On Tue, Mar 21, 2017 at 1:37 AM, ıuoʎ <yonjah@xxxxxxxxx> wrote:
On Mon, Mar 20, 2017 at 9:58 PM, Timo Juhani Lindfors
<timo.lindfors@xxxxxx> wrote:
> ıuoʎ <yonjah@xxxxxxxxx> writes:
>> I have a host running a few guests all configured to autostart.
>> I'm also using libvirt-guests to suspend the guests when the host
>> restarts or shuts down
>
> I have a similar setup. I solved it by writing a small daemon that syncs
> system time from RTC time if the error is larger than 10 seconds. This
> guarantees that my VM time will be in sync with the host very fast. If
> I'd run ntpd it would take minutes for the resumed VM to notice that
> something happened.
Yea I created another systemd service that will sync the time of all
running machines on host boot.
I was just wondering if I was missing something with libvirt-guests
and autostart.
I haven't noticed any issues with the time discrepancies on running
guests so I hope this will be enough.
Not tested myself, but in /etc/sysconfig/libvirt-guests there is at the end this:
# If non-zero, try to sync guest time on domain resume. Be aware, that
# this requires guest agent with support for time synchronization
# running in the guest. For instance, qemu-ga doesn't support guest time
# synchronization on Windows guests, but Linux ones. By default, this
# functionality is turned off.
#SYNC_TIME=1
From the comment contents it seems the default is actually 0, so if you have not already done it, you can put
SYNC_TIME=1
This I think requires also to install inside the guest the qemu-guest-agent package and enabling qemu-guest-agent service.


__TASK REQUIREMENTS__. Search the listing for the word "node" and copy every line where it turns up.

------------------------------

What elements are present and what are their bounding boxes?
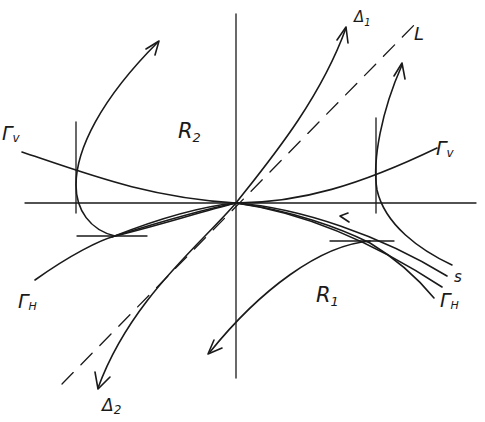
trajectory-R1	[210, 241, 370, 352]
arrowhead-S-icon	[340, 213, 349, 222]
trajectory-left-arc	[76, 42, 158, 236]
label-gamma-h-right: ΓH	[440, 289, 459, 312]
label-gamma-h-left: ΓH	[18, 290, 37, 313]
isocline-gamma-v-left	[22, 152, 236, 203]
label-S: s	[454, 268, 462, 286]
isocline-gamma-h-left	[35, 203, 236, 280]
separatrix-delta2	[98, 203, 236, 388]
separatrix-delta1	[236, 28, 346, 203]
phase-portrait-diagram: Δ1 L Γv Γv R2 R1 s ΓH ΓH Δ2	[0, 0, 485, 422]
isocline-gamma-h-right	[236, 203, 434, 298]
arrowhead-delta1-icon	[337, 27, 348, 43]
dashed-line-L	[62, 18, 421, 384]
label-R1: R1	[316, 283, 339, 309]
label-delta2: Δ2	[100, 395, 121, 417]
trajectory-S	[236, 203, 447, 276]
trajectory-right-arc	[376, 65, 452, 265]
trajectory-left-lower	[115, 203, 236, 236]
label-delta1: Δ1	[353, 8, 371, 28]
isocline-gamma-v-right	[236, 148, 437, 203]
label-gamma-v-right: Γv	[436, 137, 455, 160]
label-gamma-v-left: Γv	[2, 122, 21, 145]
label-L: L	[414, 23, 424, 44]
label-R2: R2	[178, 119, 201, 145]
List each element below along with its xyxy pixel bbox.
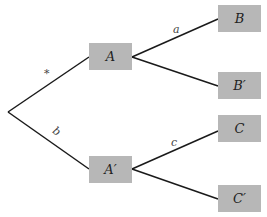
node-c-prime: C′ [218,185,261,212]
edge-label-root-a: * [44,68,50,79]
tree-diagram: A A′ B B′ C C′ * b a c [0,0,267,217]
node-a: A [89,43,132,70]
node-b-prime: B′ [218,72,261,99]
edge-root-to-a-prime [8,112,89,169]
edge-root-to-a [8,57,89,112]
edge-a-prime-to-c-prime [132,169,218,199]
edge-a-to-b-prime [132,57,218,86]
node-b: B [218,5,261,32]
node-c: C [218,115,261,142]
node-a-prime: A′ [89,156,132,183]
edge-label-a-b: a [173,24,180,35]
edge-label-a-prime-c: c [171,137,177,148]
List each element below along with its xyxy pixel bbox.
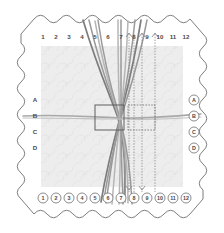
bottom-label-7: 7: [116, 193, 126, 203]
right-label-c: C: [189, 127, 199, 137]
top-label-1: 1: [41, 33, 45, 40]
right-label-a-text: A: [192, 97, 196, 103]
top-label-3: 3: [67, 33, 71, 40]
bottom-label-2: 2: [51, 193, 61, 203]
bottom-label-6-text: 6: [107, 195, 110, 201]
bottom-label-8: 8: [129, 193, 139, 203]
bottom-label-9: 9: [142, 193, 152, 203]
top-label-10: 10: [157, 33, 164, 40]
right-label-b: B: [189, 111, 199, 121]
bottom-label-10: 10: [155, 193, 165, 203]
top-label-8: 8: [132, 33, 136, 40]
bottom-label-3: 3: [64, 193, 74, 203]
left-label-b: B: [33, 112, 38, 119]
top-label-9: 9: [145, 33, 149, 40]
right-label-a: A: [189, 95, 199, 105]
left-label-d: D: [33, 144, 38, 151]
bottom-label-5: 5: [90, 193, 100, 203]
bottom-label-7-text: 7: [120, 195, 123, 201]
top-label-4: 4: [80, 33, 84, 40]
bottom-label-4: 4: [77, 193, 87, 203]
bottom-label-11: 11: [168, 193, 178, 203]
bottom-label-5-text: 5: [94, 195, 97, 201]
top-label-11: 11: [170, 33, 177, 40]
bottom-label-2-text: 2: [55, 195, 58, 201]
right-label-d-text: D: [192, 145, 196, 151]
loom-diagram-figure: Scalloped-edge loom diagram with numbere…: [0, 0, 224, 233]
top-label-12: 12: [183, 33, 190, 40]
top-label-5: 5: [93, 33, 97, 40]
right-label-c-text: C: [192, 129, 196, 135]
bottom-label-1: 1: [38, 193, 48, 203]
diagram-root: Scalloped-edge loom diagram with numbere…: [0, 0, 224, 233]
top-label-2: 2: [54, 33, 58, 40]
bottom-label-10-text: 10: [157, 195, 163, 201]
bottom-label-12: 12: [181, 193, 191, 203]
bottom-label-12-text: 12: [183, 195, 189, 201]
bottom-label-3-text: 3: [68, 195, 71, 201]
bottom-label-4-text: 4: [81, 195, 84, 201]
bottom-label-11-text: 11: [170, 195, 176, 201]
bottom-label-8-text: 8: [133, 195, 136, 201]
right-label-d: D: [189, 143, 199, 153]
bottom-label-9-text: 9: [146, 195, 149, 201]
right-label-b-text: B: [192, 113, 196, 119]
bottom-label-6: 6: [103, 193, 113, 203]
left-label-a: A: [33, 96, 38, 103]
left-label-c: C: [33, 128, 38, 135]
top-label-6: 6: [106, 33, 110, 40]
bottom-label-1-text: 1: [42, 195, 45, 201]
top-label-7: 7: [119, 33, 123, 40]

------------------------------

__SOLUTION__.
node-c-prime: C′ [218,185,261,212]
node-a: A [89,43,132,70]
node-b-prime: B′ [218,72,261,99]
node-b: B [218,5,261,32]
node-c: C [218,115,261,142]
node-a-prime: A′ [89,156,132,183]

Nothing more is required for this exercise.